Sorry, but no, it's not ridiculous. Ridiculous was the 2nd build from last year not being released because it affected tens of millions of installs. With Insider Preview builds, you cannot ever expect 100% reliability - ever. You already know this. Everyone in here that uses an Insider Preview build knows this. If there are 1, 2, or even 5 builds that don't work for a small number of systems, then the program is accomplishing what it set out to achieve - we're one big ẞeta test for future versions of Windows. Not current, future. Not released to the general public, but something you have to actively sign up for, install, and maintain.
If you're not ready to test (and more importantly, if you're not ready for things to break) you really should not be using Insider Preview builds at all.
I'm not trying to be a dick, though I am coming across that way, but it is a matter of fact. No matter how many employees Microsoft has, and how many testbeds they have, things will slip by when you take into account just how many lines of code are incorporated into the OS. But, instead of having things slip by in final versions, now, we Insiders, are the 'second line of defense' to (hopefully) stop major bugs from slipping past. Obviously, even this system is not foolproof - last year's October build proved that.

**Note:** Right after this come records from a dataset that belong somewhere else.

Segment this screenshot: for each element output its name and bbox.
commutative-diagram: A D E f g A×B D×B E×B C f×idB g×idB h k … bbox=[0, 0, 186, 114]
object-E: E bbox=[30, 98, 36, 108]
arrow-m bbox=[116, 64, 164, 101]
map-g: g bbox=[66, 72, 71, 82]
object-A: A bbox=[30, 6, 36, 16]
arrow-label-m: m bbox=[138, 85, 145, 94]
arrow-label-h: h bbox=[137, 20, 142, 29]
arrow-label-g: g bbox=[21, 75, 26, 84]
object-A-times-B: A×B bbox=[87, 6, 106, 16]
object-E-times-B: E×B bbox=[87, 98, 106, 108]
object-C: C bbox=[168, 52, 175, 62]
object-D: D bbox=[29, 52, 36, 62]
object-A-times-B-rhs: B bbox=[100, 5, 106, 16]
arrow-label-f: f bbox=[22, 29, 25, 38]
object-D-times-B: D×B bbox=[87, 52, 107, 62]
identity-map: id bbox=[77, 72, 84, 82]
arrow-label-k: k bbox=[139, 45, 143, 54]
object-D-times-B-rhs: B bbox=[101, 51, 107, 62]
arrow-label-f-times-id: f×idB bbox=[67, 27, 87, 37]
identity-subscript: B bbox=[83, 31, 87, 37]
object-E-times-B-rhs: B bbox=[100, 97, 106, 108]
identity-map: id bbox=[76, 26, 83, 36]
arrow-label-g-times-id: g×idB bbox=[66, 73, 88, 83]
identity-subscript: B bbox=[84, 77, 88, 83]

But complaining about ẞeta builds that don't work - that is not really cool. You know it may not work.
I worked with a user last year (or 2017, forgotten which) for a long time trying to get a particular set of builds working on a system very similar to my own - I was able to install each upgrade flawlessly, and he was not. Same chipset, same generation CPU, similar RAM. He ended up finally upgrading his machine. Meanwhile I had 0 issues for the entire time he was having issues (this went on for 3-4 months, IIRC).
This. Instead of complaining, start writing to folks, asking questions, gathering data for bug reports. That's what we're supposed to be doing as Insiders.